Of the 95 different animal species identified by Brenda and Matt, 58 were vertebrates and 27 invertebrates. They placed the vertebrates and invertebrates on different branches of the evolutionary tree to see their genetic relationships (deer and cattle, for example).
Assisting the students were Stoeckle; Jesse Ausubel, director of Rockefeller's Program for the Human Environment and the Alfred P. Sloan Foundation; George Amato, Sergios Orestis-Kolokotronis, Matt Leslie and Cecilia Bartholomew at American Museum of Natural History; and Alison DiStefano, Jan Kang, and Frances Cary at Trinity School.
"High school students showed why DNA is the stuff of heredity: It's tough enough to survive in Manhattan," says Ausubel.

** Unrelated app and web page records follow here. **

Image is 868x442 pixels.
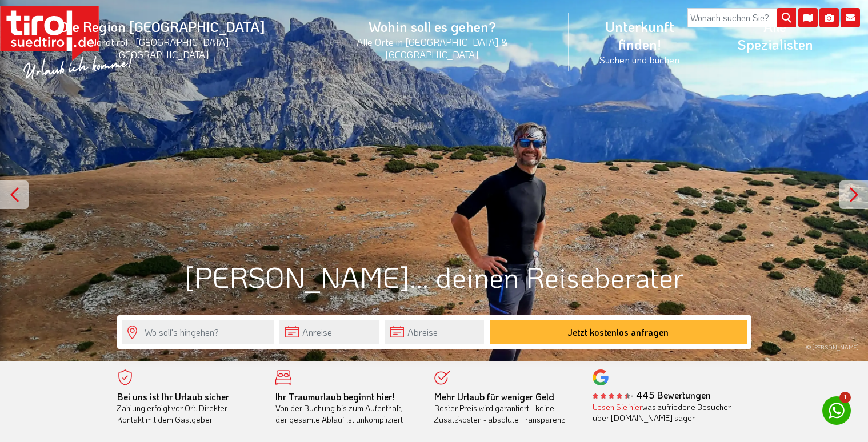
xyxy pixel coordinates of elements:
[822,396,850,425] a: 1
[275,391,417,426] div: Von der Buchung bis zum Aufenthalt, der gesamte Ablauf ist unkompliziert
[117,261,751,292] h1: [PERSON_NAME]... deinen Reiseberater
[384,320,484,344] input: Abreise
[434,391,554,403] b: Mehr Urlaub für weniger Geld
[840,8,860,28] i: Kontakt
[117,391,229,403] b: Bei uns ist Ihr Urlaub sicher
[819,8,839,28] i: Fotogalerie
[839,392,850,403] span: 1
[295,5,568,73] a: Wohin soll es gehen?Alle Orte in [GEOGRAPHIC_DATA] & [GEOGRAPHIC_DATA]
[798,8,817,28] i: Karte öffnen
[490,320,747,344] button: Jetzt kostenlos anfragen
[29,5,295,73] a: Die Region [GEOGRAPHIC_DATA]Nordtirol - [GEOGRAPHIC_DATA] - [GEOGRAPHIC_DATA]
[117,391,259,426] div: Zahlung erfolgt vor Ort. Direkter Kontakt mit dem Gastgeber
[275,391,394,403] b: Ihr Traumurlaub beginnt hier!
[434,391,576,426] div: Bester Preis wird garantiert - keine Zusatzkosten - absolute Transparenz
[568,5,710,78] a: Unterkunft finden!Suchen und buchen
[582,53,696,66] small: Suchen und buchen
[593,389,711,401] b: - 445 Bewertungen
[42,35,282,61] small: Nordtirol - [GEOGRAPHIC_DATA] - [GEOGRAPHIC_DATA]
[593,401,734,424] div: was zufriedene Besucher über [DOMAIN_NAME] sagen
[687,8,796,28] input: Wonach suchen Sie?
[122,320,273,344] input: Wo soll's hingehen?
[593,401,642,413] a: Lesen Sie hier
[710,5,839,66] a: Alle Spezialisten
[279,320,379,344] input: Anreise
[309,35,554,61] small: Alle Orte in [GEOGRAPHIC_DATA] & [GEOGRAPHIC_DATA]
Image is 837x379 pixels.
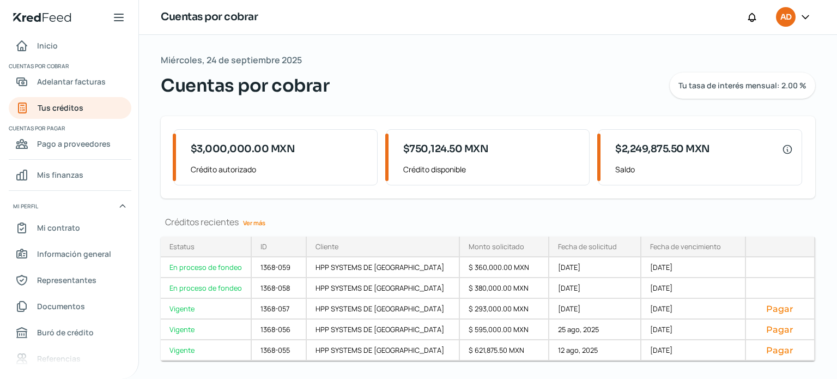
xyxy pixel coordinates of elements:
[678,82,806,89] span: Tu tasa de interés mensual: 2.00 %
[460,278,549,299] div: $ 380,000.00 MXN
[9,348,131,369] a: Referencias
[9,133,131,155] a: Pago a proveedores
[9,217,131,239] a: Mi contrato
[260,241,267,251] div: ID
[641,319,746,340] div: [DATE]
[38,101,83,114] span: Tus créditos
[558,241,617,251] div: Fecha de solicitud
[37,75,106,88] span: Adelantar facturas
[37,137,111,150] span: Pago a proveedores
[161,340,252,361] a: Vigente
[641,278,746,299] div: [DATE]
[780,11,791,24] span: AD
[641,299,746,319] div: [DATE]
[9,243,131,265] a: Información general
[37,325,94,339] span: Buró de crédito
[549,257,642,278] div: [DATE]
[755,324,806,335] button: Pagar
[13,201,38,211] span: Mi perfil
[615,162,793,176] span: Saldo
[460,319,549,340] div: $ 595,000.00 MXN
[169,241,194,251] div: Estatus
[37,351,81,365] span: Referencias
[37,221,80,234] span: Mi contrato
[755,303,806,314] button: Pagar
[161,319,252,340] a: Vigente
[307,340,460,361] div: HPP SYSTEMS DE [GEOGRAPHIC_DATA]
[641,340,746,361] div: [DATE]
[9,97,131,119] a: Tus créditos
[549,340,642,361] div: 12 ago, 2025
[37,168,83,181] span: Mis finanzas
[37,247,111,260] span: Información general
[9,321,131,343] a: Buró de crédito
[239,214,270,231] a: Ver más
[549,299,642,319] div: [DATE]
[161,257,252,278] a: En proceso de fondeo
[650,241,721,251] div: Fecha de vencimiento
[549,319,642,340] div: 25 ago, 2025
[191,142,295,156] span: $3,000,000.00 MXN
[252,340,307,361] div: 1368-055
[161,72,329,99] span: Cuentas por cobrar
[307,299,460,319] div: HPP SYSTEMS DE [GEOGRAPHIC_DATA]
[37,39,58,52] span: Inicio
[161,216,815,228] div: Créditos recientes
[307,319,460,340] div: HPP SYSTEMS DE [GEOGRAPHIC_DATA]
[161,278,252,299] a: En proceso de fondeo
[161,9,258,25] h1: Cuentas por cobrar
[307,257,460,278] div: HPP SYSTEMS DE [GEOGRAPHIC_DATA]
[37,299,85,313] span: Documentos
[9,269,131,291] a: Representantes
[615,142,710,156] span: $2,249,875.50 MXN
[307,278,460,299] div: HPP SYSTEMS DE [GEOGRAPHIC_DATA]
[9,71,131,93] a: Adelantar facturas
[403,142,489,156] span: $750,124.50 MXN
[9,123,130,133] span: Cuentas por pagar
[403,162,581,176] span: Crédito disponible
[252,278,307,299] div: 1368-058
[37,273,96,287] span: Representantes
[549,278,642,299] div: [DATE]
[161,52,302,68] span: Miércoles, 24 de septiembre 2025
[252,299,307,319] div: 1368-057
[9,164,131,186] a: Mis finanzas
[460,340,549,361] div: $ 621,875.50 MXN
[191,162,368,176] span: Crédito autorizado
[469,241,524,251] div: Monto solicitado
[755,344,806,355] button: Pagar
[252,319,307,340] div: 1368-056
[9,295,131,317] a: Documentos
[9,35,131,57] a: Inicio
[9,61,130,71] span: Cuentas por cobrar
[252,257,307,278] div: 1368-059
[315,241,338,251] div: Cliente
[161,299,252,319] a: Vigente
[460,257,549,278] div: $ 360,000.00 MXN
[641,257,746,278] div: [DATE]
[460,299,549,319] div: $ 293,000.00 MXN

"I am delighted that Trinity continues to fulfill its mission to 'challenge the minds' and 'fire the imaginations' of our students while ensuring that they are engaging in 'the larger communities of city, nation, and world of which we are a part,'" says John C. Allman, Head of School at Trinity. "Their discoveries in the use of DNA testing demonstrate the creative thinking that will serve them well throughout their lives. Such work shows that students are not only the future, as is often said, but are the present as well. Congratulations to Brenda and Matt for their good work and thank you Drs. DiStefano, Kang, and Cary for being such wonderful Trinity teachers and mentors."
Tan and Cost plan to pursue biology and music respectively at university next fall.